SMC-5/6 and BRC-1 genetically interact to regulate germline DSB repair. The incidence of unrepaired DSBs observed in both smc-5 and brc-1 single mutants are not additive in the double smc-5;brc-1 mutant context, which suggests that SMC-5/6 and BRC-1 may share some DSB repair functions (Bickel et al., 2010). Other experiments, however, indicate opposing functions for SMC-5/6 and BRC-1, as both the mitotic DNA replication defects in smc-5 mutants and the synthetic lethality of smc-5;him-6 (BLM helicase) double mutants are suppressed by brc-1 mutation (Hong et al., 2016; Wolters et al., 2014). Crucially, the specific steps of recombination regulated by SMC-5/6 and BRC-1 that intersect to influence DNA repair outcomes remain unknown.

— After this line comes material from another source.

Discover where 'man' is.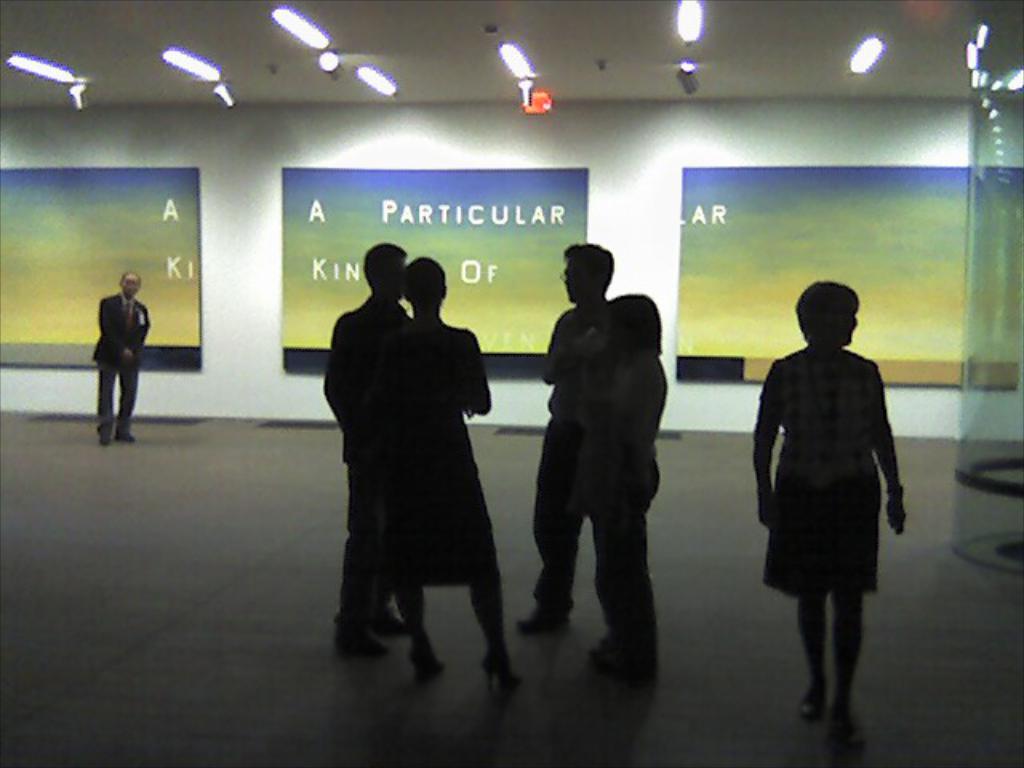
Discovered at bbox=[512, 242, 616, 629].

To determine the DSB repair functions of SMC-5 and BRC-1 that regulate DNA repair outcomes during C. elegans meiosis, we employed a multipronged approach utilizing genetic assays, cytology, sequence analysis of recombinant loci, and functional DSB repair assays in smc-5 and brc-1 mutants. We find that SMC-5 and BRC-1 function to repress meiotic intersister crossover recombination, and that BRC-1 specifically regulates homolog-independent noncrossover intermediate processing. Through these experiments, we also find that BRC-1 prevents mutagenic DSB repair at the mid-pachytene stage of meiotic prophase I. By assessing germ cell capacity to resolve exogenous DSBs, we demonstrate that meiotic nuclei become more dependent on BRC-1 for DSB repair in late stages of meiotic prophase I. Finally, we reveal that smc-5 mutant DSB repair defects are suppressed by loss of brc-1, which impedes gamete viability in part by repressing error prone repair pathways and promoting recombination. Taken together, our study defines specific functions and interactions of BRC-1 and SMC-5 that regulate meiotic DSB repair outcomes across meiotic prophase I.